Author: Tom Burroughes (Market News Service, Inc, London)
Date: 1998/06/09
Irish central bank chief Maurice O’Connell, who comes to the job at the European Central Bank at a time when the Republic’s economy is bouyant, is generally regarded by the economics profession as leaning towards the dovish end of the spectrum.
A Classicist by education, O’Connell’s outlook is seen as having been fashioned in the political corridors of power rather than the more technocratic environment of central banking.
Appointed to the governorship of the Central Bank of Ireland in 1994, many see him feeling his way as he presides over an awkward period of strong growth and the demands of official interest rate convergence for the euro which, for Ireland, points sharply down rather than up. The Dublin government is being urged by Brussels to increase its budget surplus to ward off inflation.
During last month’s Central Bank of Ireland annual report, and on other recent occasions, the governor has begun to warn about the dangers of domestic inflation. He has been among the slowest of the high-interest-rate EMU entrants to bring rates down. Few, however, see in O’Connell a Damascus conversion to hawkishness.
Married with four children, O’Connell was educated several Irish schools before moving on to University College in Dublin, and holds a postgraduate degree in Ancient Classics. His career includes a spell as a Director of the European Investment Bank and Irish Telecom Investments. Experience relevant to his latest job was acquired while he served as a member of the European Community’s Monetary Committee.
In fact he spent much of his career in the Irish Department of Finance, working there from 1962 in all areas of the department. His tenure coincided with domestic economic issues such as tackling slow growth and high unemployment.
He assumed the top job at the central bank with the 1992 European Exchange Rate crisis and subsequent punt devaluation still a vivid memory. This experience, rather than current inflation worries, may account for his recent caution about interest rates despite the requirement for convergence with the EMU “core”.
A senior economist at a Dublin-based bank, who asked not to be named, said O’Connell is perhaps more political compared to some other central bankers and his long career as a civil servant may colour his views about the conduct of monetary policy.
“He would probably be more of the old-style civil servant, aware of political needs and political pressures. He came to the fore when problems in Ireland were of loose public finances and high unemployment,” the economist said.
His experiences and training would probably be more likely to make O’Connell a dove rather than a hawk, although recent experience in guiding a fast-growing economy with strong asset prices may have begun to influence his views, the economist continued. He added that O’Connell was probably a pragmatic supporter of the euro but not a “deep believer” in the project.
The strength of the Irish economy at present certainly gives O’Connell a different perspective to that of many other ECB central bankers who face much slower growth and stubbornly high unemployment. Austin Hughes, an analyst at Irish Intercontinental Bank, said, “His record in terms of recent steering of the economy is reasonably positive.”
The dilemma for O’Connell is how he can hope to continue to steer the economy when the ECB takes over. He will have to put his trust in those political circles from which he came to take the necessary fiscal medicine.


§ **YOUR TASK**:
Your reply must consist of the data below, reproduced character for character.

[Data extracted from a collection]
_ _ _ _
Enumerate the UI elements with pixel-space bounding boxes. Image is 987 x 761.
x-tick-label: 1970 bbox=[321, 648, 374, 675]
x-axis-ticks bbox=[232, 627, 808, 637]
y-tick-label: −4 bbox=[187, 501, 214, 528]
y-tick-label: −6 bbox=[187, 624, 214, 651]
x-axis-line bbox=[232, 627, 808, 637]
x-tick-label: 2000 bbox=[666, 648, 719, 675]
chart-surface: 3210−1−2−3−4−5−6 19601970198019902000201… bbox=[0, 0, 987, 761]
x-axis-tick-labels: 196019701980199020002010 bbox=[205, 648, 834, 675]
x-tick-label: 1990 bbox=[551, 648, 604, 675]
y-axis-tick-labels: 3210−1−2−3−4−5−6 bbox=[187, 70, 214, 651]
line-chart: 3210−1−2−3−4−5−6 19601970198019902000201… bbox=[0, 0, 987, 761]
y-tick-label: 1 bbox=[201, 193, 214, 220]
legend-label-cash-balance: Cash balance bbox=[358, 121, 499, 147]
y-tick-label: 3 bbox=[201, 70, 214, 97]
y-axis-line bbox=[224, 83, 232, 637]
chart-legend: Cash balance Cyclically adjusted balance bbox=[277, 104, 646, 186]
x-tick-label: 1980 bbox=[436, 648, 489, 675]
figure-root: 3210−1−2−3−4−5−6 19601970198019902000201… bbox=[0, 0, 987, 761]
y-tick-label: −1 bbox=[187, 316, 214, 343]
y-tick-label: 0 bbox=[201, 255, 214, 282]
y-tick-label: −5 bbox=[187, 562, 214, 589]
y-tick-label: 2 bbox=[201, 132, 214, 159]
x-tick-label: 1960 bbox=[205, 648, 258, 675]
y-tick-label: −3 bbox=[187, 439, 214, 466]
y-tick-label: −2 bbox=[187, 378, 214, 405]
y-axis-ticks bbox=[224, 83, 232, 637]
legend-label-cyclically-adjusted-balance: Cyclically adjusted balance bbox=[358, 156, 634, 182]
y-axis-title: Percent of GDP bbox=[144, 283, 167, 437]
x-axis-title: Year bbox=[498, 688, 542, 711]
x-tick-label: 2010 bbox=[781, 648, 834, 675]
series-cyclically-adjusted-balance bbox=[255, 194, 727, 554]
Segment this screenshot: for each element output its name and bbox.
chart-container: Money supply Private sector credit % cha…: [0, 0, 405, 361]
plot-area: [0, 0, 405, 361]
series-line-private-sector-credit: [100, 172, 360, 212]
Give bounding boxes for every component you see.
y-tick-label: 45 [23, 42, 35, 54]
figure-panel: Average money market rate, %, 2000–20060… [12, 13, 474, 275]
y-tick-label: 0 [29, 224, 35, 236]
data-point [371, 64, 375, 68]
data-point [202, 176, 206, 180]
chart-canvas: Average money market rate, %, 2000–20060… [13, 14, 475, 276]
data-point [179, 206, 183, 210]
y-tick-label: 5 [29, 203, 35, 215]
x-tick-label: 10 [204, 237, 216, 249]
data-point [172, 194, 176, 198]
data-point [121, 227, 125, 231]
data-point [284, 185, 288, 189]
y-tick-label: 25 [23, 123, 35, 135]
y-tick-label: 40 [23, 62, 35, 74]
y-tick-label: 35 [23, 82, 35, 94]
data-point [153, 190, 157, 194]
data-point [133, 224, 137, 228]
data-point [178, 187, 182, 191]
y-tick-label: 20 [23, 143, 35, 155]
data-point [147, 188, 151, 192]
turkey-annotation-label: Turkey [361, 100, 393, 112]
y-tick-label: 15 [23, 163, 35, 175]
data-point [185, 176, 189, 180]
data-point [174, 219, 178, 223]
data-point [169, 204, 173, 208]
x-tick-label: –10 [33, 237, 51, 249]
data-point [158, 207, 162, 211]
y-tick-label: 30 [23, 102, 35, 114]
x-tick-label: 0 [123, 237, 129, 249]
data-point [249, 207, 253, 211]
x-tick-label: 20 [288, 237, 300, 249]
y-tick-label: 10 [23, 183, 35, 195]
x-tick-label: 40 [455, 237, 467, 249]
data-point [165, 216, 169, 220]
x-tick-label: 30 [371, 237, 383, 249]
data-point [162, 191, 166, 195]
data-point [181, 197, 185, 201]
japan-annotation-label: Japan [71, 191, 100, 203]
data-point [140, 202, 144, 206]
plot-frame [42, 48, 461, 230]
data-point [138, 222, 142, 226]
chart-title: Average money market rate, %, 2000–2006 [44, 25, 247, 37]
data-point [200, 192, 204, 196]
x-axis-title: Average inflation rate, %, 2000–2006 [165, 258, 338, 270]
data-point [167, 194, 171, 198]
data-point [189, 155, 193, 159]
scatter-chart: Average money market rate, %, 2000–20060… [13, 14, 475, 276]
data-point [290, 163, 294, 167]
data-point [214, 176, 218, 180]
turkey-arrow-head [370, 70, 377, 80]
_ _ _ _
§ **SOLUTION TO THIS TASK**:
Enumerate the UI elements with pixel-space bounding boxes. Image is 987 x 761.
x-tick-label: 1970 bbox=[321, 648, 374, 675]
x-axis-ticks bbox=[232, 627, 808, 637]
y-tick-label: −4 bbox=[187, 501, 214, 528]
y-tick-label: −6 bbox=[187, 624, 214, 651]
x-axis-line bbox=[232, 627, 808, 637]
x-tick-label: 2000 bbox=[666, 648, 719, 675]
chart-surface: 3210−1−2−3−4−5−6 19601970198019902000201… bbox=[0, 0, 987, 761]
x-axis-tick-labels: 196019701980199020002010 bbox=[205, 648, 834, 675]
x-tick-label: 1990 bbox=[551, 648, 604, 675]
y-axis-tick-labels: 3210−1−2−3−4−5−6 bbox=[187, 70, 214, 651]
line-chart: 3210−1−2−3−4−5−6 19601970198019902000201… bbox=[0, 0, 987, 761]
y-tick-label: 1 bbox=[201, 193, 214, 220]
legend-label-cash-balance: Cash balance bbox=[358, 121, 499, 147]
y-tick-label: 3 bbox=[201, 70, 214, 97]
y-axis-line bbox=[224, 83, 232, 637]
chart-legend: Cash balance Cyclically adjusted balance bbox=[277, 104, 646, 186]
x-tick-label: 1980 bbox=[436, 648, 489, 675]
figure-root: 3210−1−2−3−4−5−6 19601970198019902000201… bbox=[0, 0, 987, 761]
y-tick-label: −1 bbox=[187, 316, 214, 343]
y-tick-label: 0 bbox=[201, 255, 214, 282]
y-tick-label: −5 bbox=[187, 562, 214, 589]
y-tick-label: 2 bbox=[201, 132, 214, 159]
x-tick-label: 1960 bbox=[205, 648, 258, 675]
y-tick-label: −3 bbox=[187, 439, 214, 466]
y-tick-label: −2 bbox=[187, 378, 214, 405]
y-axis-ticks bbox=[224, 83, 232, 637]
legend-label-cyclically-adjusted-balance: Cyclically adjusted balance bbox=[358, 156, 634, 182]
y-axis-title: Percent of GDP bbox=[144, 283, 167, 437]
x-axis-title: Year bbox=[498, 688, 542, 711]
x-tick-label: 2010 bbox=[781, 648, 834, 675]
series-cyclically-adjusted-balance bbox=[255, 194, 727, 554]
Segment this screenshot: for each element output its name and bbox.
chart-container: Money supply Private sector credit % cha…: [0, 0, 405, 361]
plot-area: [0, 0, 405, 361]
series-line-private-sector-credit: [100, 172, 360, 212]
Give bounding boxes for every component you see.
y-tick-label: 45 [23, 42, 35, 54]
figure-panel: Average money market rate, %, 2000–20060… [12, 13, 474, 275]
y-tick-label: 0 [29, 224, 35, 236]
data-point [371, 64, 375, 68]
data-point [202, 176, 206, 180]
chart-canvas: Average money market rate, %, 2000–20060… [13, 14, 475, 276]
data-point [179, 206, 183, 210]
y-tick-label: 5 [29, 203, 35, 215]
x-tick-label: 10 [204, 237, 216, 249]
data-point [172, 194, 176, 198]
data-point [121, 227, 125, 231]
data-point [284, 185, 288, 189]
y-tick-label: 25 [23, 123, 35, 135]
y-tick-label: 40 [23, 62, 35, 74]
y-tick-label: 35 [23, 82, 35, 94]
data-point [153, 190, 157, 194]
data-point [133, 224, 137, 228]
data-point [178, 187, 182, 191]
y-tick-label: 20 [23, 143, 35, 155]
data-point [147, 188, 151, 192]
turkey-annotation-label: Turkey [361, 100, 393, 112]
y-tick-label: 15 [23, 163, 35, 175]
data-point [185, 176, 189, 180]
data-point [174, 219, 178, 223]
data-point [169, 204, 173, 208]
x-tick-label: –10 [33, 237, 51, 249]
data-point [158, 207, 162, 211]
y-tick-label: 30 [23, 102, 35, 114]
x-tick-label: 0 [123, 237, 129, 249]
data-point [249, 207, 253, 211]
x-tick-label: 20 [288, 237, 300, 249]
y-tick-label: 10 [23, 183, 35, 195]
x-tick-label: 40 [455, 237, 467, 249]
data-point [165, 216, 169, 220]
x-tick-label: 30 [371, 237, 383, 249]
data-point [162, 191, 166, 195]
data-point [181, 197, 185, 201]
japan-annotation-label: Japan [71, 191, 100, 203]
data-point [140, 202, 144, 206]
plot-frame [42, 48, 461, 230]
data-point [138, 222, 142, 226]
chart-title: Average money market rate, %, 2000–2006 [44, 25, 247, 37]
data-point [200, 192, 204, 196]
x-axis-title: Average inflation rate, %, 2000–2006 [165, 258, 338, 270]
data-point [167, 194, 171, 198]
data-point [189, 155, 193, 159]
scatter-chart: Average money market rate, %, 2000–20060… [13, 14, 475, 276]
data-point [290, 163, 294, 167]
data-point [214, 176, 218, 180]
turkey-arrow-head [370, 70, 377, 80]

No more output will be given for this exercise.